A review by chrisbiss
Troika by Alastair Reynolds

4.0

 
Back in June I wrote a little post about alien megastructures in science fiction. It's a subgenre I really enjoy the idea of, and I've been keen to explore more of it (though I haven't made much of an effort to actually do that). Alastair Reynolds still remains my gold standard for this sort of thing, so when I learned about the existence of Troika I knew I was going to have to bump it to the top of my reading list immediately. 

This short novella is everything great about Reynolds' writing distilled down to 100 pages. We've got weird far future tech, "hard" science that's still fun to read for someone with no science background and a head that actively resists maths, complex characters, a plot that spans centuries (or possibly millenia), and a surprising ending. Reynolds is really good at describing alien things in a way that emphasises the weirdness but still grounds them in reality, and that's on full display here. 

Something I've become increasingly interested in during my Discworld read-through is watching writers try out the same ideas from different angles in subsequent work. Here we see some of the same ideas that he'd used in Pushing Ice a few years earlier, but we also see the seed of some of the stuff that ends up in the Revenger trilogy. The object the protagonists explore - the Matryoshka - bears some resemblence to the baubles from that series, particularly in the idea of the shifting limited time window for accessing them. Without wanting to give any spoilers for either this or Revenger, the ending of that series also seems to echo the end of Troika

This is a really great entry into the megastructures subgenre that I think deserves more attention.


WHAT NEEDS TO BE DONE ->
Be exact. Print each record as it stands.

[INFORMATION SUPPLIED]

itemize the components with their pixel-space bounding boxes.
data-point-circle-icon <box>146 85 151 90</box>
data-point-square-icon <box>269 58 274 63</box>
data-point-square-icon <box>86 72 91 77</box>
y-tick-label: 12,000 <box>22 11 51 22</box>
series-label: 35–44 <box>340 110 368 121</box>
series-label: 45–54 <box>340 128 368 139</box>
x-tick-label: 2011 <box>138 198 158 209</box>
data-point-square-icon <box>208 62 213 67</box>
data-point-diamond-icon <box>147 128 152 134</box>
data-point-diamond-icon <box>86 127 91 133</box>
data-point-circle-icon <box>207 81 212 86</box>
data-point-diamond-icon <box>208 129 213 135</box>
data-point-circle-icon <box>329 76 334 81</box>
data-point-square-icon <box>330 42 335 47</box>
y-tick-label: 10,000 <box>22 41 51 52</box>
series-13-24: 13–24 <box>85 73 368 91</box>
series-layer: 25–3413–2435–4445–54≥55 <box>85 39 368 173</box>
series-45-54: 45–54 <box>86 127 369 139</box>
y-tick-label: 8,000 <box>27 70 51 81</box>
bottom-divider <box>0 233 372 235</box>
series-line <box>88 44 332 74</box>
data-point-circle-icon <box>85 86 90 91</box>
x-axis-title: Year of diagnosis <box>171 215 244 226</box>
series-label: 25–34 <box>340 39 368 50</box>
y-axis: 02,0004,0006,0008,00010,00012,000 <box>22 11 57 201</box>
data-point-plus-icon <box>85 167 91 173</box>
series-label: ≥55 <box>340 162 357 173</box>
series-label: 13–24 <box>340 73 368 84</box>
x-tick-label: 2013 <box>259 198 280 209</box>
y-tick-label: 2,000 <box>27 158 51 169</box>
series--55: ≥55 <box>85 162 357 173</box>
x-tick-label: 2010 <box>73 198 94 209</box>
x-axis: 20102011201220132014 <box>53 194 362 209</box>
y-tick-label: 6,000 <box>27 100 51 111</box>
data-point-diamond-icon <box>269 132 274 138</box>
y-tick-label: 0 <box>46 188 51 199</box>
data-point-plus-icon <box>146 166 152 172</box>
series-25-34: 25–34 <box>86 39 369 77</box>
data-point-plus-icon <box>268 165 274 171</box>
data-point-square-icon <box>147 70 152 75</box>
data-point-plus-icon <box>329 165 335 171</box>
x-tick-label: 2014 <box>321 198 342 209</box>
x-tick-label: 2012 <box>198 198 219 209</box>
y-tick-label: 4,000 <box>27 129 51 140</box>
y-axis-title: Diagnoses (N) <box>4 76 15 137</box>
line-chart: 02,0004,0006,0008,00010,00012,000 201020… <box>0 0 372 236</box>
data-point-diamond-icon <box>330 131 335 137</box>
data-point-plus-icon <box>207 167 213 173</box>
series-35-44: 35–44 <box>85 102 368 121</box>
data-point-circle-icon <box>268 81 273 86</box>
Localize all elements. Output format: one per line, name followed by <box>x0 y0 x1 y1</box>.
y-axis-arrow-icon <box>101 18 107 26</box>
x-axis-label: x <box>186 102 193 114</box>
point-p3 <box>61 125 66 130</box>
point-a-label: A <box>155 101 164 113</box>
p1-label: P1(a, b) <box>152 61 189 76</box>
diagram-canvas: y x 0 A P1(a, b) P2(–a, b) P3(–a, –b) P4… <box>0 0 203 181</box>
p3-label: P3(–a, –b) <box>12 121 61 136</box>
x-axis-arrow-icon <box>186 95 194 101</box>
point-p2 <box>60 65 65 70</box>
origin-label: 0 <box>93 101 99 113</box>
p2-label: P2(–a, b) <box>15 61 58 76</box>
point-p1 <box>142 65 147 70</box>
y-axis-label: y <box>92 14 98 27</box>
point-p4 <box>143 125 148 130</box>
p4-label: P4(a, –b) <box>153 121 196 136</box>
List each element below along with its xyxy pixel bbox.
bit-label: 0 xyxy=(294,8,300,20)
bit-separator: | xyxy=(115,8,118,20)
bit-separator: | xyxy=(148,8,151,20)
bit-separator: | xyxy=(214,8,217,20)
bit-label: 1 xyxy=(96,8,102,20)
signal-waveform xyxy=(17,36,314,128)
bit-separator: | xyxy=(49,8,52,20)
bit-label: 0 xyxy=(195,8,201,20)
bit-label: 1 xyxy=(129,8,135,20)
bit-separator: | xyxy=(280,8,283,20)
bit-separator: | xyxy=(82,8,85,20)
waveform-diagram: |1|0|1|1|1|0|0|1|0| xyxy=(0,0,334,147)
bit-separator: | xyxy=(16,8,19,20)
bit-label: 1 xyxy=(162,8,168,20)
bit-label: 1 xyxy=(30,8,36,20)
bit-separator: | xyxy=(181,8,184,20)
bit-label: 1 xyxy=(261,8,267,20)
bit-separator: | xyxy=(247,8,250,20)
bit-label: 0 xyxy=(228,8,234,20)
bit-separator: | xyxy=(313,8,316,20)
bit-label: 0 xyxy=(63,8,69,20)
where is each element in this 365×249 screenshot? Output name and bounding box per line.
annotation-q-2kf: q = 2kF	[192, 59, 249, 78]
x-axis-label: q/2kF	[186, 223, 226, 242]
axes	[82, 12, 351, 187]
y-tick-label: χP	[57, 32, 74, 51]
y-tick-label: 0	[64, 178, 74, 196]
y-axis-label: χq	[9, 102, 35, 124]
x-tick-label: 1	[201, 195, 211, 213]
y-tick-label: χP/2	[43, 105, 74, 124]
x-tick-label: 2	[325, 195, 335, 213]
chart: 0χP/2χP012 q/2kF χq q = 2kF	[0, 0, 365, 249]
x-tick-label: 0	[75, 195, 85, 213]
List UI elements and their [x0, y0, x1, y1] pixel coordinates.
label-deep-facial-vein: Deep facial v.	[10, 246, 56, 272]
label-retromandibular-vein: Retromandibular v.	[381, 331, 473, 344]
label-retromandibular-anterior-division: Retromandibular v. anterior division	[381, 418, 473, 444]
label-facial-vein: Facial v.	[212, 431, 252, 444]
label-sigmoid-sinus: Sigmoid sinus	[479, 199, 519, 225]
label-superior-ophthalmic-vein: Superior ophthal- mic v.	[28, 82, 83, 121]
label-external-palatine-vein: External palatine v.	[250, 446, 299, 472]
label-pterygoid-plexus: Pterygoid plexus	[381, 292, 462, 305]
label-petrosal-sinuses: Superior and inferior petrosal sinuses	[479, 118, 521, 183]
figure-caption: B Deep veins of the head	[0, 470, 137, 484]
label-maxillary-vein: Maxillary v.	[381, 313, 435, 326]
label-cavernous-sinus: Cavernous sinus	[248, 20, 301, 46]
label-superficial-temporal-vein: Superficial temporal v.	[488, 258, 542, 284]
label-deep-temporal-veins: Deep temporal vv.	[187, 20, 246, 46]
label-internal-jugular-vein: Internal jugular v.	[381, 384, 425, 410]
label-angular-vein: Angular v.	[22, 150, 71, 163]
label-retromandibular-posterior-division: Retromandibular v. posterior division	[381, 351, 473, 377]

[/INFORMATION SUPPLIED]

WRITTEN SOLUTION ->
itemize the components with their pixel-space bounding boxes.
data-point-circle-icon <box>146 85 151 90</box>
data-point-square-icon <box>269 58 274 63</box>
data-point-square-icon <box>86 72 91 77</box>
y-tick-label: 12,000 <box>22 11 51 22</box>
series-label: 35–44 <box>340 110 368 121</box>
series-label: 45–54 <box>340 128 368 139</box>
x-tick-label: 2011 <box>138 198 158 209</box>
data-point-square-icon <box>208 62 213 67</box>
data-point-diamond-icon <box>147 128 152 134</box>
data-point-diamond-icon <box>86 127 91 133</box>
data-point-circle-icon <box>207 81 212 86</box>
data-point-diamond-icon <box>208 129 213 135</box>
data-point-circle-icon <box>329 76 334 81</box>
data-point-square-icon <box>330 42 335 47</box>
y-tick-label: 10,000 <box>22 41 51 52</box>
series-13-24: 13–24 <box>85 73 368 91</box>
series-layer: 25–3413–2435–4445–54≥55 <box>85 39 368 173</box>
series-45-54: 45–54 <box>86 127 369 139</box>
y-tick-label: 8,000 <box>27 70 51 81</box>
bottom-divider <box>0 233 372 235</box>
series-line <box>88 44 332 74</box>
data-point-circle-icon <box>85 86 90 91</box>
x-axis-title: Year of diagnosis <box>171 215 244 226</box>
series-label: 25–34 <box>340 39 368 50</box>
y-axis: 02,0004,0006,0008,00010,00012,000 <box>22 11 57 201</box>
data-point-plus-icon <box>85 167 91 173</box>
series-label: ≥55 <box>340 162 357 173</box>
series-label: 13–24 <box>340 73 368 84</box>
x-tick-label: 2013 <box>259 198 280 209</box>
y-tick-label: 2,000 <box>27 158 51 169</box>
series--55: ≥55 <box>85 162 357 173</box>
x-tick-label: 2010 <box>73 198 94 209</box>
x-axis: 20102011201220132014 <box>53 194 362 209</box>
y-tick-label: 6,000 <box>27 100 51 111</box>
data-point-diamond-icon <box>269 132 274 138</box>
y-tick-label: 0 <box>46 188 51 199</box>
data-point-plus-icon <box>146 166 152 172</box>
series-25-34: 25–34 <box>86 39 369 77</box>
data-point-plus-icon <box>268 165 274 171</box>
data-point-square-icon <box>147 70 152 75</box>
data-point-plus-icon <box>329 165 335 171</box>
x-tick-label: 2014 <box>321 198 342 209</box>
x-tick-label: 2012 <box>198 198 219 209</box>
y-tick-label: 4,000 <box>27 129 51 140</box>
y-axis-title: Diagnoses (N) <box>4 76 15 137</box>
line-chart: 02,0004,0006,0008,00010,00012,000 201020… <box>0 0 372 236</box>
data-point-diamond-icon <box>330 131 335 137</box>
data-point-plus-icon <box>207 167 213 173</box>
series-35-44: 35–44 <box>85 102 368 121</box>
data-point-circle-icon <box>268 81 273 86</box>
Localize all elements. Output format: one per line, name followed by <box>x0 y0 x1 y1</box>.
y-axis-arrow-icon <box>101 18 107 26</box>
x-axis-label: x <box>186 102 193 114</box>
point-p3 <box>61 125 66 130</box>
point-a-label: A <box>155 101 164 113</box>
p1-label: P1(a, b) <box>152 61 189 76</box>
diagram-canvas: y x 0 A P1(a, b) P2(–a, b) P3(–a, –b) P4… <box>0 0 203 181</box>
p3-label: P3(–a, –b) <box>12 121 61 136</box>
x-axis-arrow-icon <box>186 95 194 101</box>
point-p2 <box>60 65 65 70</box>
origin-label: 0 <box>93 101 99 113</box>
p2-label: P2(–a, b) <box>15 61 58 76</box>
point-p1 <box>142 65 147 70</box>
y-axis-label: y <box>92 14 98 27</box>
point-p4 <box>143 125 148 130</box>
p4-label: P4(a, –b) <box>153 121 196 136</box>
List each element below along with its xyxy pixel bbox.
bit-label: 0 xyxy=(294,8,300,20)
bit-separator: | xyxy=(115,8,118,20)
bit-separator: | xyxy=(148,8,151,20)
bit-separator: | xyxy=(214,8,217,20)
bit-label: 1 xyxy=(96,8,102,20)
signal-waveform xyxy=(17,36,314,128)
bit-separator: | xyxy=(49,8,52,20)
bit-label: 0 xyxy=(195,8,201,20)
bit-label: 1 xyxy=(129,8,135,20)
bit-separator: | xyxy=(280,8,283,20)
bit-separator: | xyxy=(82,8,85,20)
waveform-diagram: |1|0|1|1|1|0|0|1|0| xyxy=(0,0,334,147)
bit-separator: | xyxy=(16,8,19,20)
bit-label: 1 xyxy=(162,8,168,20)
bit-label: 1 xyxy=(30,8,36,20)
bit-separator: | xyxy=(181,8,184,20)
bit-label: 1 xyxy=(261,8,267,20)
bit-separator: | xyxy=(247,8,250,20)
bit-label: 0 xyxy=(228,8,234,20)
bit-separator: | xyxy=(313,8,316,20)
bit-label: 0 xyxy=(63,8,69,20)
where is each element in this 365×249 screenshot? Output name and bounding box per line.
annotation-q-2kf: q = 2kF	[192, 59, 249, 78]
x-axis-label: q/2kF	[186, 223, 226, 242]
axes	[82, 12, 351, 187]
y-tick-label: χP	[57, 32, 74, 51]
y-tick-label: 0	[64, 178, 74, 196]
y-axis-label: χq	[9, 102, 35, 124]
x-tick-label: 1	[201, 195, 211, 213]
y-tick-label: χP/2	[43, 105, 74, 124]
x-tick-label: 2	[325, 195, 335, 213]
chart: 0χP/2χP012 q/2kF χq q = 2kF	[0, 0, 365, 249]
x-tick-label: 0	[75, 195, 85, 213]
List UI elements and their [x0, y0, x1, y1] pixel coordinates.
label-deep-facial-vein: Deep facial v.	[10, 246, 56, 272]
label-retromandibular-vein: Retromandibular v.	[381, 331, 473, 344]
label-retromandibular-anterior-division: Retromandibular v. anterior division	[381, 418, 473, 444]
label-facial-vein: Facial v.	[212, 431, 252, 444]
label-sigmoid-sinus: Sigmoid sinus	[479, 199, 519, 225]
label-superior-ophthalmic-vein: Superior ophthal- mic v.	[28, 82, 83, 121]
label-external-palatine-vein: External palatine v.	[250, 446, 299, 472]
label-pterygoid-plexus: Pterygoid plexus	[381, 292, 462, 305]
label-petrosal-sinuses: Superior and inferior petrosal sinuses	[479, 118, 521, 183]
figure-caption: B Deep veins of the head	[0, 470, 137, 484]
label-maxillary-vein: Maxillary v.	[381, 313, 435, 326]
label-cavernous-sinus: Cavernous sinus	[248, 20, 301, 46]
label-superficial-temporal-vein: Superficial temporal v.	[488, 258, 542, 284]
label-deep-temporal-veins: Deep temporal vv.	[187, 20, 246, 46]
label-internal-jugular-vein: Internal jugular v.	[381, 384, 425, 410]
label-angular-vein: Angular v.	[22, 150, 71, 163]
label-retromandibular-posterior-division: Retromandibular v. posterior division	[381, 351, 473, 377]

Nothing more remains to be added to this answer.